Pay gap freeze around the globe
Solution: facilitate childrearing tasks
Frozen in Time, gender pay gap unchanged for 10 years, March 2012, is the apt title of a report covering trends in gender pay relations, since the beginning of the millenium. In search for an explanation of this big pay gap freeze across the globe, researchers from the University of Amsterdam found Wage Indicator data most helpful. Other than the aggregate data provided by national statistical offices and international public sources, the Wage Indicator data allows for a breakdown of labour market behaviour of working individuals in motivating and/or inhibiting factors.
Individual´s
motives and possibilities to participate in the labour market may and do vary
per occupation, industry, composition of the household, education, firm size
etc. Taking these variables into account researchers analyze that in most
countries child rearing is much more detrimental to women´s wages than to men´s
wages, thereby contributing to the gender pay gap.
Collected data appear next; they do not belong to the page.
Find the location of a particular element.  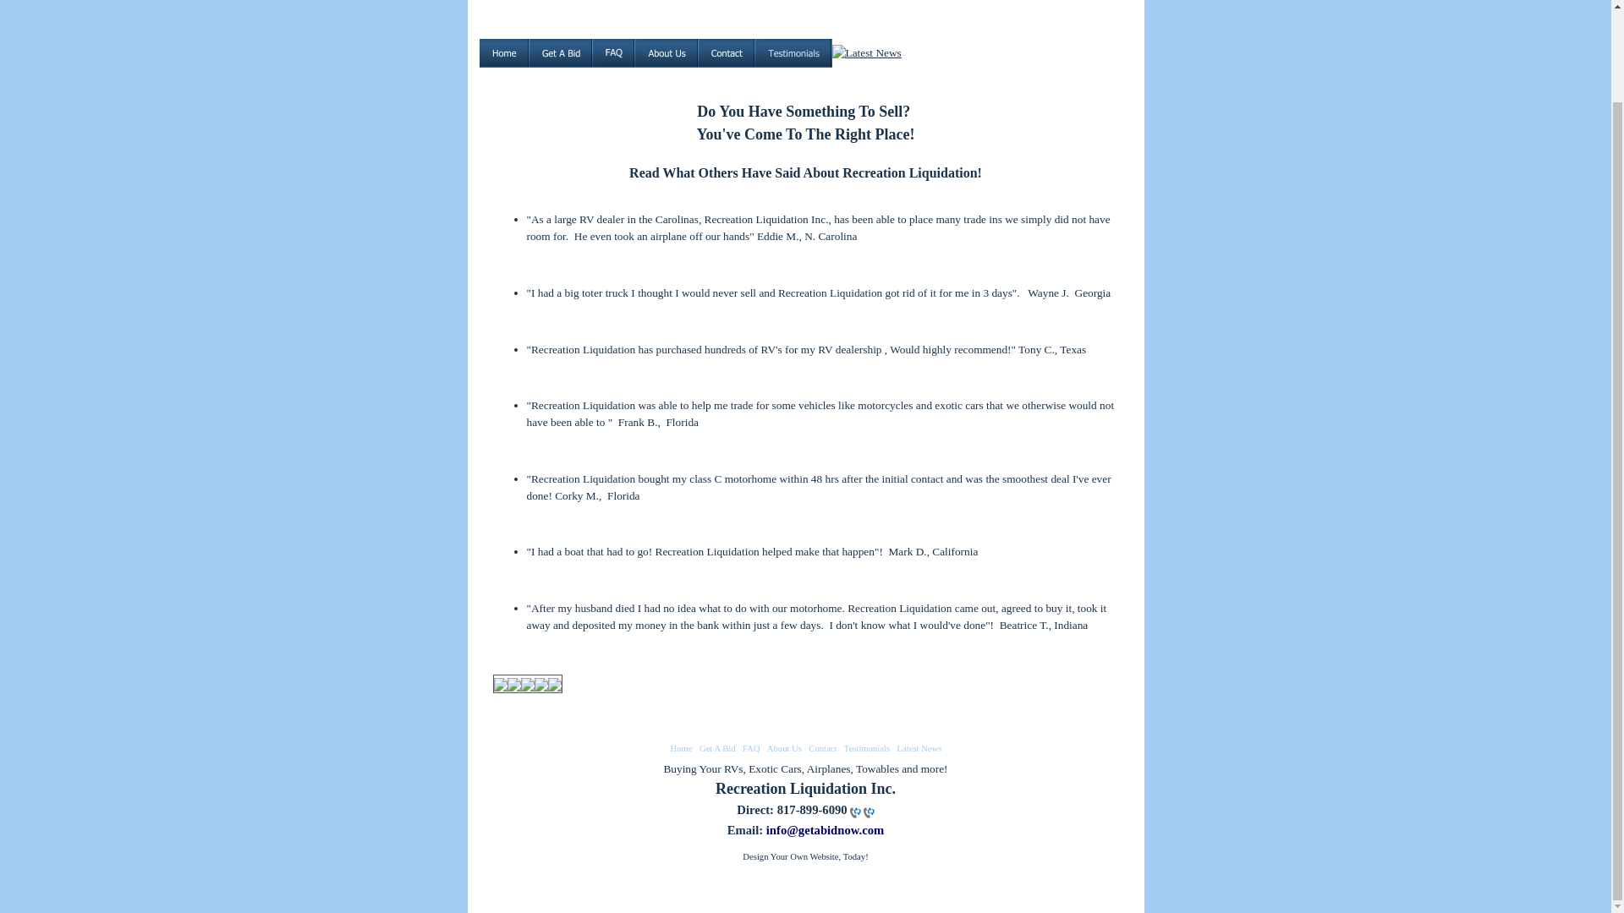

Latest News is located at coordinates (919, 749).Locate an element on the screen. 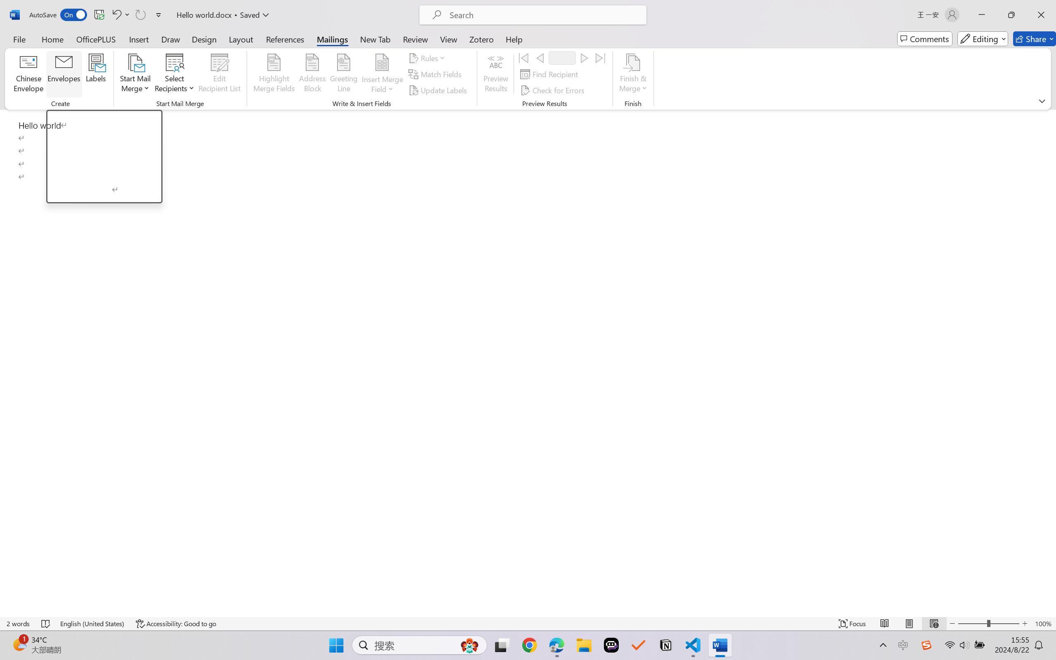 The image size is (1056, 660). Rules is located at coordinates (428, 58).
This conclusion is followed
up by the obvious implication of what might be one of the strongest factors
perpetuating the traditional gender pay gap well into the 21rst century.
The
researchers´ observe that: any
policies to facilitate childrearing tasks for both men and women will decrease
the gender pay gap.
The report ´Frozen in Time´ has been compiled for the ITUC, the International Trade Union Federation, and is published at the occasion of Women´s Day March 8.